Sotheby’s reported a sharp decline in its financials, with core earnings down 88 percent and auction sales falling by 25 percent in the first half of 2024, according to the Financial Times.
Sotheby’s annual first-half results, revealed via an internal document distributed to investors and reviewed by the FT, show that the company encountered fiscal challenges before securing an investment deal with Abu Dhabi’s sovereign wealth fund (ADQ). The agreement was announced last month.
Last month, Sotheby’s disclosed that the sovereign wealth fund would acquire a minority stake in the auction house, which went private in 2019, providing $1 billion in additional capital. The cash infusion was meant to aid the auction house in managing its debt.
The slowdown in the art market has been starker than in the luxury sector, which saw sales from buyers in China drop significantly, impacting Sotheby’s and its competitor Christie’s, which generate around 30 percent of sales from Asia. In July, Christie’s reported its H1 auction sales were down 22 percent from the second half of 2023.

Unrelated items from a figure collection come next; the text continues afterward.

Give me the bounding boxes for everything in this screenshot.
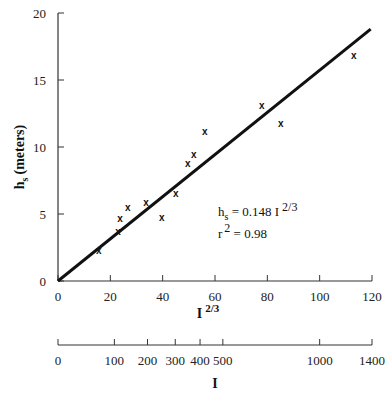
y-tick-label: 0: [40, 274, 47, 289]
secondary-axis-title: I: [212, 376, 217, 391]
data-point-marker: x: [191, 149, 197, 160]
x-tick-label: 100: [310, 289, 330, 304]
secondary-x-axis: 010020030040050010001400: [55, 339, 385, 368]
data-point-marker: x: [259, 100, 265, 111]
y-tick-label: 15: [33, 73, 46, 88]
data-point-marker: x: [202, 126, 208, 137]
x-tick-label: 40: [156, 289, 169, 304]
fit-line: [58, 29, 371, 281]
y-axis-title: hs(meters): [12, 124, 30, 189]
secondary-tick-label: 500: [213, 353, 233, 368]
data-point-marker: x: [115, 226, 121, 237]
r-squared-annotation: r2 = 0.98: [218, 221, 267, 241]
x-tick-label: 20: [104, 289, 117, 304]
data-point-marker: x: [173, 188, 179, 199]
data-point-marker: x: [143, 197, 149, 208]
secondary-tick-label: 200: [138, 353, 158, 368]
y-tick-label: 20: [33, 6, 46, 21]
data-point-marker: x: [96, 245, 102, 256]
equation-annotation: hs = 0.148 I2/3: [218, 200, 297, 222]
data-point-marker: x: [125, 202, 131, 213]
x-tick-label: 0: [55, 289, 62, 304]
secondary-tick-label: 400: [190, 353, 210, 368]
y-tick-label: 5: [40, 207, 47, 222]
scatter-chart: 05101520020406080100120 xxxxxxxxxxxxx hs…: [0, 0, 392, 394]
x-tick-label: 80: [261, 289, 274, 304]
data-point-marker: x: [278, 118, 284, 129]
regression-line: [58, 29, 371, 281]
data-point-marker: x: [159, 212, 165, 223]
secondary-tick-label: 1000: [307, 353, 333, 368]
data-point-marker: x: [185, 158, 191, 169]
secondary-tick-label: 300: [166, 353, 186, 368]
secondary-tick-label: 100: [105, 353, 125, 368]
x-axis-title: I2/3: [197, 302, 220, 321]
x-tick-label: 120: [362, 289, 382, 304]
secondary-tick-label: 0: [55, 353, 62, 368]
data-point-marker: x: [117, 213, 123, 224]
secondary-tick-label: 1400: [359, 353, 385, 368]
data-point-marker: x: [351, 50, 357, 61]
y-tick-label: 10: [33, 140, 46, 155]
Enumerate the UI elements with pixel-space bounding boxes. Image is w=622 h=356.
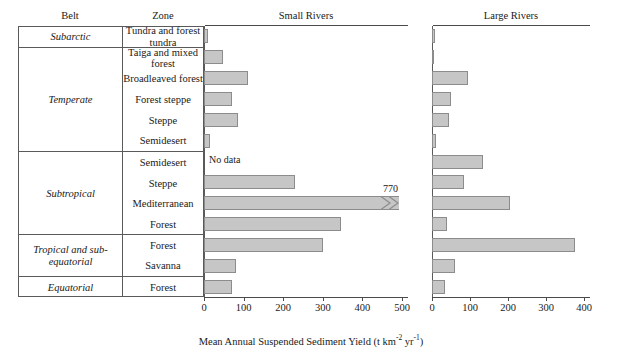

Sotheby’s revealed that its earnings before interest, taxes, depreciation, and amortization (Ebitda)—a measure of operating performance before financing, tax, and accounting decisions are factored in—dropped to $18.1 million, an 88 percent decrease compared to the previous year. After accounting for additional costs, the adjusted Ebitda fell 60 percent to $67.4 million. Revenue for the first six months of 2024 decreased by 22 percent, to $558.5 million.
The investment from ADQ includes $700 million earmarked for Sotheby’s to reduce it’s debt load, with the company carrying more than $1 billion in long-term debt, according to the document. The funding agreement with ADQ is expected to close in the fourth quarter of 2024.
Sotheby’s did not immediately respond to ARTnews’s request for comment.